Market Data
Market Trends
3 Trends for 2015
Raymond Torto, Harvard
University lecturer and recently retired CBRE global chief economist, and
Douglas Poutasse, executive vice president and head of strategy and research at
Bentall Kennedy, cited three positive real estate trends in their remarks at
the Counselors of Real Estate annual convention in Boston last fall.
- Foreign investors continue to look favorably at the U.S. “They are taking a longer view, more than the
traditional five-to-seven year outlook,” said Torto.
- Workforce housing is both a need and a driver in many markets,
according to Poutasse. Both he and Torto cited examples of affordable housing
built near medical centers such as the Cleveland Clinic in Cleveland, Ohio, and
near the tech industry in Austin, Texas, as key to driving real estate growth
in those markets. In particular, today’s workers look for housing that eliminates or reduces commute time —
opening up new potential locations for new condo and multifamily development.
- Secondary cities with direct flights to major cities are prime
candidates for growth, according to Torto. “International airports bring in capital,” he said, explaining that foreign investors are
more likely to invest in cities they can easily reach by air.
2015 Property Snapshots
With the capital markets
back at 2006 levels and a growing economy, Cassidy Turley’s U.S. property market forecast portends healthy
times ahead for the major property sectors. Multifamily: While vacancy rose in
3Q14 for the first time in this cycle, demand remains strong from 85 million
echo boomers in the market. However, the delivery of 443,000 new apartment
units in the next couple of years will push up vacancy to “5.3 percent by the end of 2016, and rent growth
will soften to 2 percent during this period.” Industrial: “Ecommerce fulfillment centers have accounted for 45 percent of the
industrial market’s net
absorption since 2011. … In
terms of demand, the industrial sector will flirt with record-setting territory
in 2015 and vacancy will drop below 7.5 percent by year-end. Industrial rents
will soar next year.”
Office: “Strengthening
job trends indicate that pent-up demand is rising beneath the surface. … Most firms have outgrown their current space.
This, in combination with the stronger job numbers, leads us to believe that
net absorption will go from modest to robust in 2015.” Retail: “To characterize the retail sector as weak would be inaccurate; it is simply
all over the map. Retail will remain a tale of multiple stories with one
general theme: the closer to the core of the city, the better the retailer will
perform.”
Briefly Noted
Hotel — New York, Houston,
Washington, D.C., Los Angeles, and Miami top the lodging pipeline as of 3Q14,
according to Lodging Econometrics, with Houston showing the largest YOY
increase in rooms at 41 percent, followed by Miami at 38 percent. The pipeline includes
projects in the early planning stages, scheduled in the next 12 months, and
those already under construction. Projects under construction have increased
the most in the past year, up 50 percent YOY, as developers take advantage of
near-perfect conditions for new supply.
Industrial — Warehouse
remains the top investment and development property choice of Emerging Trends
in Real Estate 2015 survey respondents, according to the report. Favored cities
include Nashville, Tenn., St. Louis, Charlotte, N.C., and Louisville, Ky., because
“you
can build industrial in these markets and get good returns.”
Multifamily — Vacancy
rates are expected to reach 4.3 percent by 4Q15 up from 4.0 in 2014, according
to Laurence Yun, National Association of Realtors’ chief economist. Areas with the lowest multifamily
vacancy rates currently are Orange County, Calif., and Sacramento, Calif., at
2.2 percent; Providence, R.I., and New Haven, Conn., at 2.3 percent; and
Hartford, Conn., at 2.5 percent. Still considered a landlord’s market, apartment rents should rise 4.0 percent
in 2014 and 4.1 percent in 2015.
Office — Eight msf of
medical office space was brought on line in 2014, up from approximately 6 msf
in 2013, according to Marcus & Millichap. While newer properties capture
new tenant demand, older buildings remain popular, particularly those built in
the 1990s, which average 8.7 percent vacancy, compared with a national average
of 9.9 percent. Pre-1990s properties’ vacancy is “more
likely to soften further in years to come amid ongoing healthcare industry
consolidation and accelerating physician retirements.”
Retail — Retailers are
converting bricks-and-mortar stores to concept stores, blending physical
inventory, online access, and experiential retailing, according to the Deloitte’s 2015 Commercial Real Estate Outlook. This
translates into increased technology demands from retail tenants, as they
redesign to meet the technology needs of today’s customer.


▸ **AIM OF THE TASK**: Print the line that has "expose tower location." in it, then every remaining line of the data, exactly and without anything extra.

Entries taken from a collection
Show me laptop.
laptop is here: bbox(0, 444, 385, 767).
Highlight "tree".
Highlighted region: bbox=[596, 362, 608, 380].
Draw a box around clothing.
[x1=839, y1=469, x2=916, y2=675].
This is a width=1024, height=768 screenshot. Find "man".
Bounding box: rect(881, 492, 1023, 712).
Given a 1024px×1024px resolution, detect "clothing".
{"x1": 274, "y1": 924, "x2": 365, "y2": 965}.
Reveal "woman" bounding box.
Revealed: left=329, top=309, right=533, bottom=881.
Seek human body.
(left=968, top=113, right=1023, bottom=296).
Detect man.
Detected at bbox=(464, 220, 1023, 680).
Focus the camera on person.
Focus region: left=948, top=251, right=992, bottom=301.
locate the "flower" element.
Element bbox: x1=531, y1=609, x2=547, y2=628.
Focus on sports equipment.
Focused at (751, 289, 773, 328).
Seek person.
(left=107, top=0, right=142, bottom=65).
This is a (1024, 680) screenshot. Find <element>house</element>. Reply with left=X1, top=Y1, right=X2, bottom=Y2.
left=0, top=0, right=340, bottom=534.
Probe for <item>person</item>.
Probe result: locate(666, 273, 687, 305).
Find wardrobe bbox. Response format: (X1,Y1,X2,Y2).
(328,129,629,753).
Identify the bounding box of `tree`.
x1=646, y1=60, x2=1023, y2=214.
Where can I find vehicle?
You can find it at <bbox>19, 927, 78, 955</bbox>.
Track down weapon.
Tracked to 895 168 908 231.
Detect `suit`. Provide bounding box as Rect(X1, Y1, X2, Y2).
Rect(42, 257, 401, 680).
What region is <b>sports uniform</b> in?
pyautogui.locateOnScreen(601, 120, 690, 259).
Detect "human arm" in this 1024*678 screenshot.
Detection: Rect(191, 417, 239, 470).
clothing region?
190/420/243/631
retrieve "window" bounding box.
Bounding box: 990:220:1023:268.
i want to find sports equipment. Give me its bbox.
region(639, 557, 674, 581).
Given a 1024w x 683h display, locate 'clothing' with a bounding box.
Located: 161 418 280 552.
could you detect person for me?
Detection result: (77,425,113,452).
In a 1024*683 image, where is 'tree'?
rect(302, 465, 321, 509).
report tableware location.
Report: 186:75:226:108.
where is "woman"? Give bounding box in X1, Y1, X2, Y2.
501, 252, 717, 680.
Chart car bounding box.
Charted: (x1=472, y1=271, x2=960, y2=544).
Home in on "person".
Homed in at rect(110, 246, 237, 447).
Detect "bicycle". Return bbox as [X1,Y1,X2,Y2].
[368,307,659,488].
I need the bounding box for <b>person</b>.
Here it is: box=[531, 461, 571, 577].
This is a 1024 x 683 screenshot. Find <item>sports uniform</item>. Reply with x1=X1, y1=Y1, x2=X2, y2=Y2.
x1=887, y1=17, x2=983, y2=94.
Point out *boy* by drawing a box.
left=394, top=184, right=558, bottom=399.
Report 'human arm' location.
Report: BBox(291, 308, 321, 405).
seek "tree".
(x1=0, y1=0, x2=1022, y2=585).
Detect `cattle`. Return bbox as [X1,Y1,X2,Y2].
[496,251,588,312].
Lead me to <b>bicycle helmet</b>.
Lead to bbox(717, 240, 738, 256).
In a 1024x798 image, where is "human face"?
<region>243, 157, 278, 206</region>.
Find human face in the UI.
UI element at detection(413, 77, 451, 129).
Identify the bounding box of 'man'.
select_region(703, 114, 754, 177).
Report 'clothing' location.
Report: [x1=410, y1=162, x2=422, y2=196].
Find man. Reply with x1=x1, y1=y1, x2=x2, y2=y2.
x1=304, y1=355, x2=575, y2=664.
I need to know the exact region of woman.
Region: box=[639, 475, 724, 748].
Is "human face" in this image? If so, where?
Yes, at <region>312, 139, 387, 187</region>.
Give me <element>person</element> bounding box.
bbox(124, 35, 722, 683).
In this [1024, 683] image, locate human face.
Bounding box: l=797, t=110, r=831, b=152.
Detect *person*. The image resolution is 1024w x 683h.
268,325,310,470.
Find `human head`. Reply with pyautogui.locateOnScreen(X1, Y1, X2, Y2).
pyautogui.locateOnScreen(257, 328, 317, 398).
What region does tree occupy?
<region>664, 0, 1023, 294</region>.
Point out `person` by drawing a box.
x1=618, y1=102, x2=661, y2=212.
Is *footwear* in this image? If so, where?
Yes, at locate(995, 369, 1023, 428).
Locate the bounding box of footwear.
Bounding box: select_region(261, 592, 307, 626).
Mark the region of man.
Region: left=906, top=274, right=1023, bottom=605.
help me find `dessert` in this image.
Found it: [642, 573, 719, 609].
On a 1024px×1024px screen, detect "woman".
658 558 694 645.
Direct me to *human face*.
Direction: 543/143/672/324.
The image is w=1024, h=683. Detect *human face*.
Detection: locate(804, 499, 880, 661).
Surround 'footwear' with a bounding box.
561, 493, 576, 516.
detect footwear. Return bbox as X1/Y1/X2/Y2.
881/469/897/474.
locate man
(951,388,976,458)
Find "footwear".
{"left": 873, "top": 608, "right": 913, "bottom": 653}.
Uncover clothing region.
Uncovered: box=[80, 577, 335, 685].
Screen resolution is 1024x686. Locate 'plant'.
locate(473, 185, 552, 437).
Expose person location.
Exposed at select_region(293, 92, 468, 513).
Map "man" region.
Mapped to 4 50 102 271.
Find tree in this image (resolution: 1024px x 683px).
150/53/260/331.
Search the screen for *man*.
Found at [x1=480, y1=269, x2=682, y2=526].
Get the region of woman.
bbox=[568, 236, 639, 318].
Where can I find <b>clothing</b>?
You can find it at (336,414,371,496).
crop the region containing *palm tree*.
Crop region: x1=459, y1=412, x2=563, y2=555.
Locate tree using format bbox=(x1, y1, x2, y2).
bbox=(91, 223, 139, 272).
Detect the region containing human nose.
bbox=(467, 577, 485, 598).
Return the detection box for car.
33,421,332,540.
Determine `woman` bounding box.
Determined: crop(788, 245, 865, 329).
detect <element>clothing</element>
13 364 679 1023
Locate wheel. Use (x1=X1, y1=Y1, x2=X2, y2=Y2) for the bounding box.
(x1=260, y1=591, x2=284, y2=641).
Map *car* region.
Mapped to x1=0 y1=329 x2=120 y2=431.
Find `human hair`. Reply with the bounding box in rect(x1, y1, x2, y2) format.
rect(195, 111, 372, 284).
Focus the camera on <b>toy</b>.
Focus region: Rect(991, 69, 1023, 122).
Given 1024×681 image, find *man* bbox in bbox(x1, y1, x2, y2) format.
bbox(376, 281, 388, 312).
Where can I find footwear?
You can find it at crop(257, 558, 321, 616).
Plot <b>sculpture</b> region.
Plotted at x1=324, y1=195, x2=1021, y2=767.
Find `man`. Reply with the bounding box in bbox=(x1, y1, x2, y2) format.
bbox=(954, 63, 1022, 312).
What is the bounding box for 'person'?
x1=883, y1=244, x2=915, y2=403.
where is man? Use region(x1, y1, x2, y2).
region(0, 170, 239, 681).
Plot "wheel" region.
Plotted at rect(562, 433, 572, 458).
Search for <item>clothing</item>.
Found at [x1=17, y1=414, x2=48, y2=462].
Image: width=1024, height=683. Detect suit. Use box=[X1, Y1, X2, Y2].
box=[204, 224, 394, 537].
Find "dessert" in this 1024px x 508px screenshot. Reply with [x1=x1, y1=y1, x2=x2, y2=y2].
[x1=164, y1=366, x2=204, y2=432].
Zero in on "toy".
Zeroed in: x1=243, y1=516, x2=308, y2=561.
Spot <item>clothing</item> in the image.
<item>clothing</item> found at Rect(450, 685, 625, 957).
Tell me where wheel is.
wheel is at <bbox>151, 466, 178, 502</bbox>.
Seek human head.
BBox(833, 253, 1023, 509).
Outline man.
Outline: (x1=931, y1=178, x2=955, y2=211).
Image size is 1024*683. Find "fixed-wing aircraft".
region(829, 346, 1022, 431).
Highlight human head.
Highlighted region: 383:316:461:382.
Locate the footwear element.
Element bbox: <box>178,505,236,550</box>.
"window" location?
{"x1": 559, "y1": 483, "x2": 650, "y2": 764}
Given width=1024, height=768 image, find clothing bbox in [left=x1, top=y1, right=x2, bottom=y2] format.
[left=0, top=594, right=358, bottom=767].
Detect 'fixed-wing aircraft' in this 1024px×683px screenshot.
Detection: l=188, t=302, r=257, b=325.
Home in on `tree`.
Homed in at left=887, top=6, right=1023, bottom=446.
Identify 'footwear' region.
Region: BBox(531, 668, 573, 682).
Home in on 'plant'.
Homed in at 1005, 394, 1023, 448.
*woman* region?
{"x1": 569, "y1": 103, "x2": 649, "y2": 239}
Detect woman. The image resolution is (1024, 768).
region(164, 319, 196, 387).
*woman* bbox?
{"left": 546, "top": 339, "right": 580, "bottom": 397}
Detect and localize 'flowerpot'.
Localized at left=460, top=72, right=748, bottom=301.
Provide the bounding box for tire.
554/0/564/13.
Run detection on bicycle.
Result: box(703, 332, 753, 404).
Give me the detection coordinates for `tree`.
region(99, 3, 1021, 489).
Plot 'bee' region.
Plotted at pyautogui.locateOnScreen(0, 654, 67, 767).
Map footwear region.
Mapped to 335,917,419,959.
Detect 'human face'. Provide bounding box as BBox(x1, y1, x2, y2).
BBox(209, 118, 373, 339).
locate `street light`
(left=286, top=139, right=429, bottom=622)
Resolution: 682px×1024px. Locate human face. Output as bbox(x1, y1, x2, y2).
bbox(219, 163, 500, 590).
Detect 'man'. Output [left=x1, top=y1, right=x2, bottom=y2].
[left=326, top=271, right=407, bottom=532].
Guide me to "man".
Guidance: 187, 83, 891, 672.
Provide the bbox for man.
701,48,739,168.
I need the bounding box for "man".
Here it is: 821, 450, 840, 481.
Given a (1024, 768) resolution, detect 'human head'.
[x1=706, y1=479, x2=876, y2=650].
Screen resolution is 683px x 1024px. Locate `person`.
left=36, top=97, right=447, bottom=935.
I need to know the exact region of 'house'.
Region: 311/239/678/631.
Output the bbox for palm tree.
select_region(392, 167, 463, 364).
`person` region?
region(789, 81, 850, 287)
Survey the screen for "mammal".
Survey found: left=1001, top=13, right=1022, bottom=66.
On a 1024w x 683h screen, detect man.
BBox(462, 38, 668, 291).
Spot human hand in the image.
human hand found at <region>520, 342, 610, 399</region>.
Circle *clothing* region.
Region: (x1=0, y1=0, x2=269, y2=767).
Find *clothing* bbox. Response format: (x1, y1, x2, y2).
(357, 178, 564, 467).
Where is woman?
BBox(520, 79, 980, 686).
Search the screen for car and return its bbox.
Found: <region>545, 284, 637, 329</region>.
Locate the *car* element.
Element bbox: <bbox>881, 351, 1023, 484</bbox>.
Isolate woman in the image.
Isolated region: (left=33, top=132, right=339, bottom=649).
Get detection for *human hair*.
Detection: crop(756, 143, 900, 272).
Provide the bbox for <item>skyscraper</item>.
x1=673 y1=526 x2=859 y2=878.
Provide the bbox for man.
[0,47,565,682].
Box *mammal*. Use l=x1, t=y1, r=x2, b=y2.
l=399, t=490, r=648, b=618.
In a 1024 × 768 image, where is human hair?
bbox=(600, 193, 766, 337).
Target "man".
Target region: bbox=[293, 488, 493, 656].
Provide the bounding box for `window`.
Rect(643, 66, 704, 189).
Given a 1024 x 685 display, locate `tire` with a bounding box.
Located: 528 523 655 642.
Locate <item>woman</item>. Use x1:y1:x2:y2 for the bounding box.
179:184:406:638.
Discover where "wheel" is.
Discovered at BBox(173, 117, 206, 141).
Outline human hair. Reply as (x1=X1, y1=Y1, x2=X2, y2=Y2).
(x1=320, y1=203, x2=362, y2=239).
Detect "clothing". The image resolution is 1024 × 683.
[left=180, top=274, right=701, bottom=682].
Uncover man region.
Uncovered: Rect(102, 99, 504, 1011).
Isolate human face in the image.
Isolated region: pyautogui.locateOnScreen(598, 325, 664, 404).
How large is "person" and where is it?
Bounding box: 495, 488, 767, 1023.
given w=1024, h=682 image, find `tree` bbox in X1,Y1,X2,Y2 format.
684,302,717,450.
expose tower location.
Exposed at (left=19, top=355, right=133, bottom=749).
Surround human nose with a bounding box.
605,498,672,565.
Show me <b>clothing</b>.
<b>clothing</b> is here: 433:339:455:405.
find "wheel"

▸ **RESPONSE TO THIS EXERCISE**:
expose tower location.
Exposed at (left=19, top=355, right=133, bottom=749).
Surround human nose with a bounding box.
605,498,672,565.
Show me <b>clothing</b>.
<b>clothing</b> is here: 433:339:455:405.
find "wheel"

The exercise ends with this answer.